Thursday, October 01, 2009

Practical testing in php part 8: mocks

This is the eighth part of the php testing series. You may want to check out the previous parts or subscribe to the feed for being updated on new articles.

In the last part of this series, we have listed the various types of Test Doubles along with the ones that phpunit can easily generate: Stubs and Mocks. The latter are utilized in a different kind of testing than the one presented so far: behavior verification.

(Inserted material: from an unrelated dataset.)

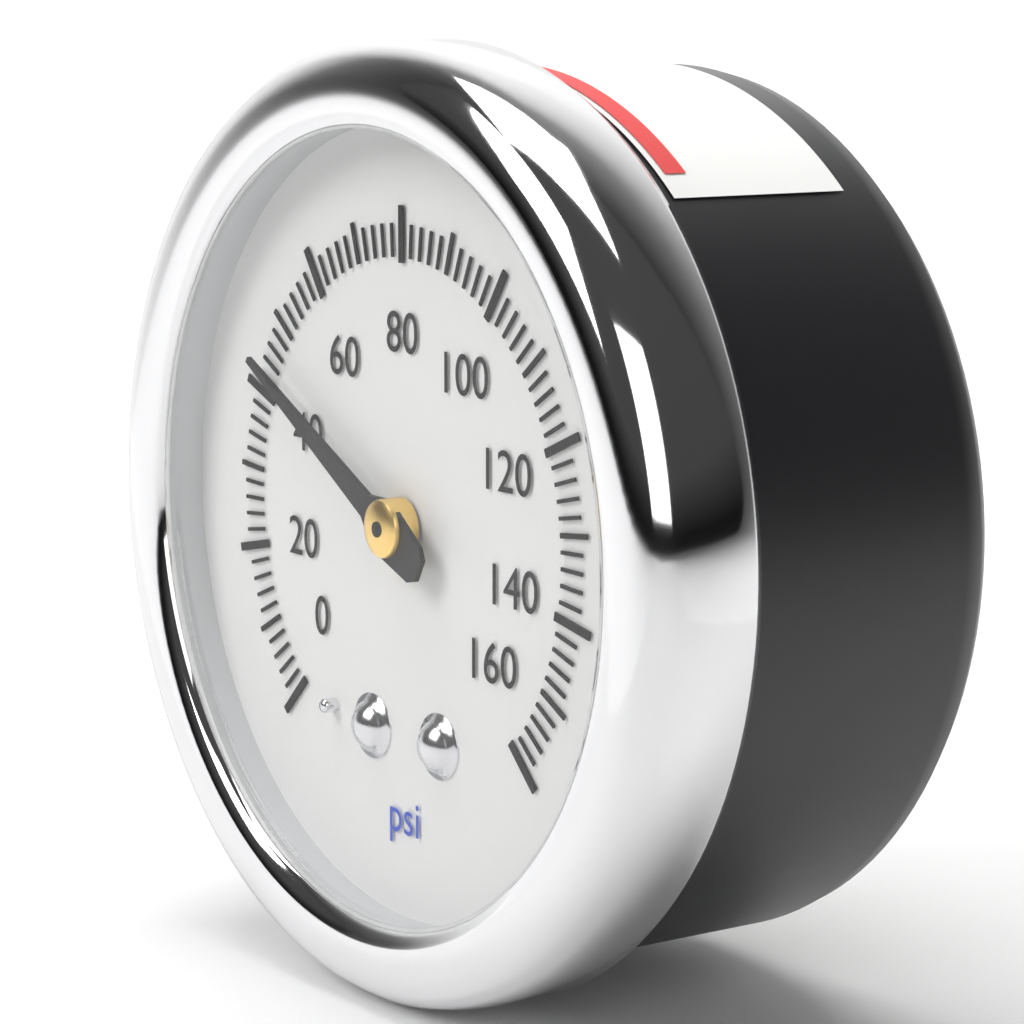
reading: 44 psi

The behavior verification testing style differs from the state verification one in the subjects of the assertion methods. While state verification specifies explicit assertion methods to be called upon a test result, behavior verification is focused on checking the actions the system under test undertakes. These actions comprehend which methods it calls, and how many times it does so; but also the parameters it passes to these methods and their order.
The standard interaction with collaborators in object-oriented systems consists of method calls. This kind of testing prescribes to place assertions directly in the overridden methods of Test Doubles, or at the end of every test, to verify that the SUT behavior conforms to specifical rules. These Test Doubles, which can run assertions on their methods parameters, are called Mock Objects (or simply Mocks). The contraposition here is with Stubs, which extend the capabilities of a state based testing but do not make any assumption on method calls or parameters.
Note that the assertions on parameters are placed inside the generated methods, while assertions on method calls are executed by phpunit after the test has run. This means that in a pure behavior verification test you won't find any assert*() calls, which perform state verification.

Now we are going to rewrite the unit test of the previous part taking advantage of phpunit mocks generation, but with a mixed approach which contains also explicit  assertions. The test was about verifying that the GeolocationService class made use of a GoogleMaps collaborator to find out the latitude and longitude of an User object, and the key characteristic was insulation of the test from the GoogleMaps real implementation with a Test Double. You can find the Stub example here.
class GeolocationServiceWithMocksTest extends PHPUnit_Framework_TestCase
{
    public function testProvidesLatitudeAndLongitudeForAnUser()
    {
        $coordinates = array('latitude' => '42N', 'longitude' => '12E');
        $googleMapsMock = $this->getMock('GoogleMaps', array('getLatitudeAndLongitude'));
        $googleMapsMock->expects($this->once())
                       ->method('getLatitudeAndLongitude')
                       ->with('Rome')
                       ->will($this->returnValue($coordinates));
        $service = new GeolocationService($googleMapsMock);
        $user = new User;
        $user->location = 'Rome';
        $service->locate($user);
        $this->assertEquals('42N', $user->latitude);
        $this->assertEquals('12E', $user->longitude);
    }
}
The test is actually very similar to the Stub one, but there are some differences:
  • the expect() method of the mock returns an expectation object with a fluent interface we can work with. However, this time a matcher is passed which specifies how many times the mocked method should be called. In the Stub example, the matcher used is $this->any(), that does not run any assertions on the number of calls at the end of the test. Other available matchers are $this->never() and $this->exactly($number). The power of the matchers used in xUnit frameworks is they augment the test's code readability, making it similar to plain English.
  • On the expectation object, along with will() and method(), we are also calling with() to specify the parameter we want to check as passed to getLatitudeAndLongitude(). If we wanted to check more parameters as exact values, we would pass an array to with() containing the actual list. However, we can make also weak assertions by using constraints objects, like $this->attributeEqualTo($name, $value) or $this->isInstanceOf($className), or maybe $this->anything() if no assertion has to be made on a particular parameter.
  • There is no formal definition that says Mocks can't return canned results, as this is often mandatory for the code flow and to complete the test successfully. Though, if you TDD the system under test using mocks without predefined results, it's likely that you will produce a class with a different programming style which works with those tests, and uses mocks very effectively.
  • Whenever you write a with() call or a matcher in expects(), be aware you are building a Mock and not a Stub.
You can find the complete, running test case here on pastebin. I tried to include complete examples in this series to show the practical side of testing instead of tips which are great in theory, but fail to apply in a real situation.

After this example of behavior verification, which makes use of the most advanced phpunit features, we are ready to explore the code coverage features in the next part.